Including BMS security in the facilities management contract and tenant leases addresses the governance gap. The FM contract should specify password management, firmware update responsibilities, and security assessment obligations. Tenant leases should specify the network isolation controls that the managing agent will maintain between tenant VLANs and building services infrastructure.
This building was a showcase. BREEAM Excellent. Smart building platform. Integrated energy monitoring. Automated environmental control. It performed its primary function — keeping two thousand people comfortable, productive, and safe — with precision and efficiency.
But the system that achieved this — the forty-two controllers, the four thousand data points, the access control panels, the head-end server — was protected by the manufacturer's default passwords, communicated over a protocol without authentication, and was reachable from tenant networks through a firewall rule that nobody had reviewed since the building opened.
Buildings are not traditionally considered attack surfaces. They are considered places — offices, not endpoints. But every smart building is an OT environment, running the same class of protocols, with the same class of vulnerabilities, that we assess in factories and utilities. The difference is that factories know they are OT environments. Buildings, frequently, do not.
Until next time — stay sharp, stay curious, and check the password on the BMS. If it was set during commissioning, it has not been changed since.
This article describes a BMS security assessment conducted under formal engagement with full written authorisation from the building's managing agent. Environmental modifications were demonstrated under controlled conditions with the facilities manager present and were reverted immediately. No tenant systems were accessed. No cardholder data was exfiltrated from the access control system. All identifying details — including the building, its location, tenants, and system vendors — have been altered or omitted to preserve client confidentiality. Unauthorised access to building management systems may constitute offences under the Computer Misuse Act 1990 and may carry health and safety implications. Do not attempt to replicate these techniques without proper authorisation.

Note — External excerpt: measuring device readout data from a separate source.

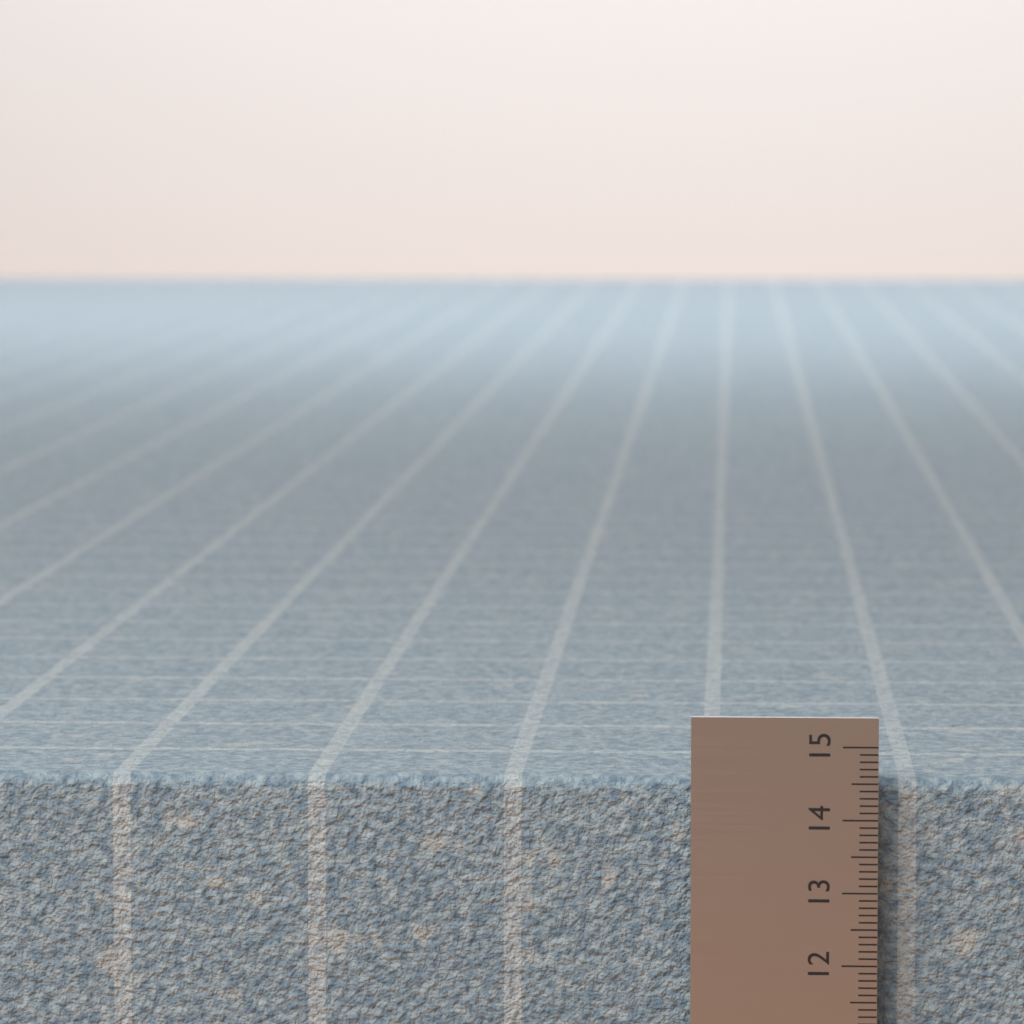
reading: 14.5 (no unit)
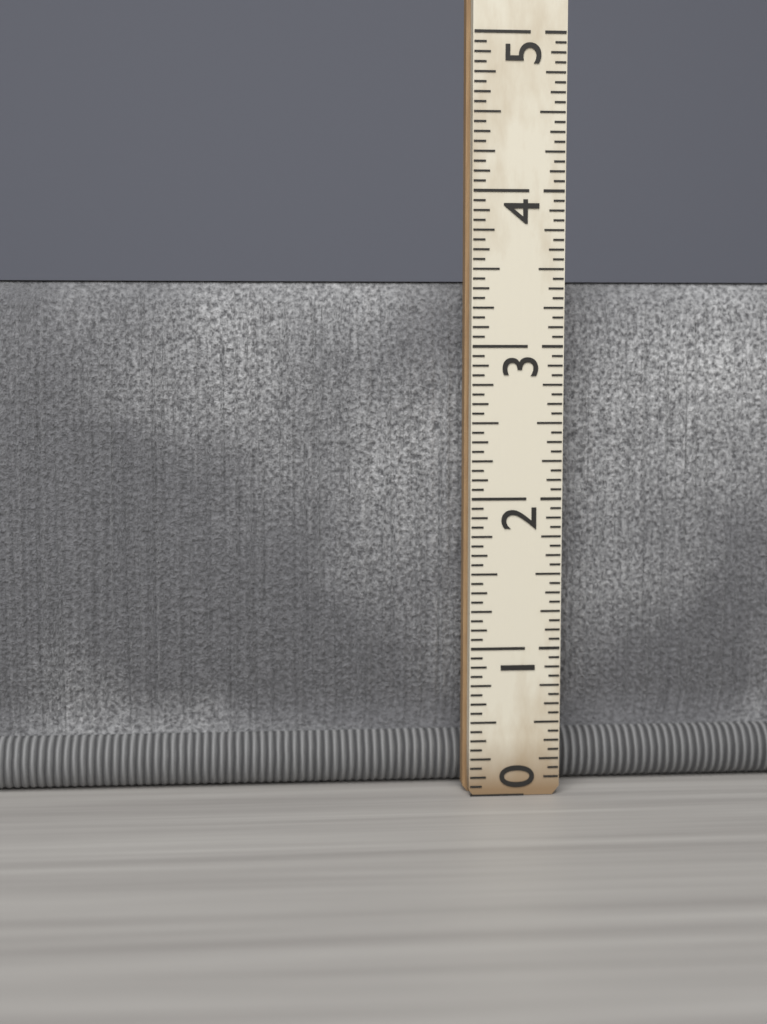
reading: 3.4375 (no unit)
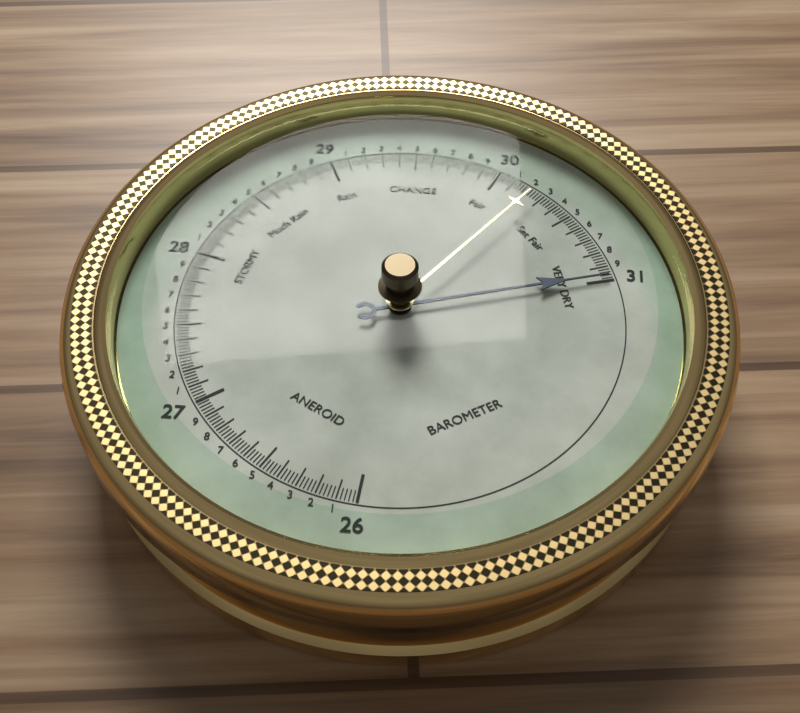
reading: 30.98 (no unit)
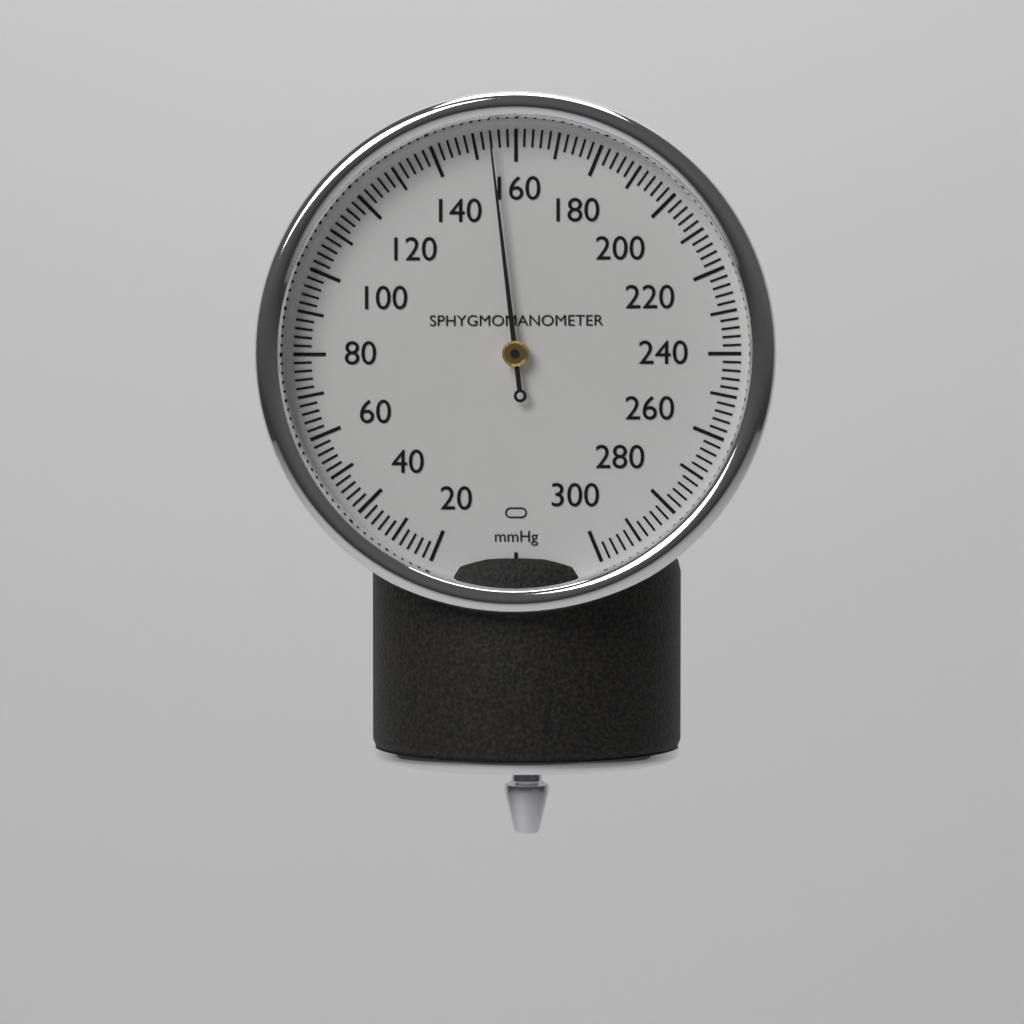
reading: 154 mmHg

Hedgehog Security conducts BMS and smart building security assessments covering BACnet services, controller authentication, access control integration, network segmentation, and the IT/OT boundary. We understand building services protocols, operational constraints, and the multi-stakeholder governance that makes building security uniquely complex. Your building keeps people comfortable. We make sure it stays under your control.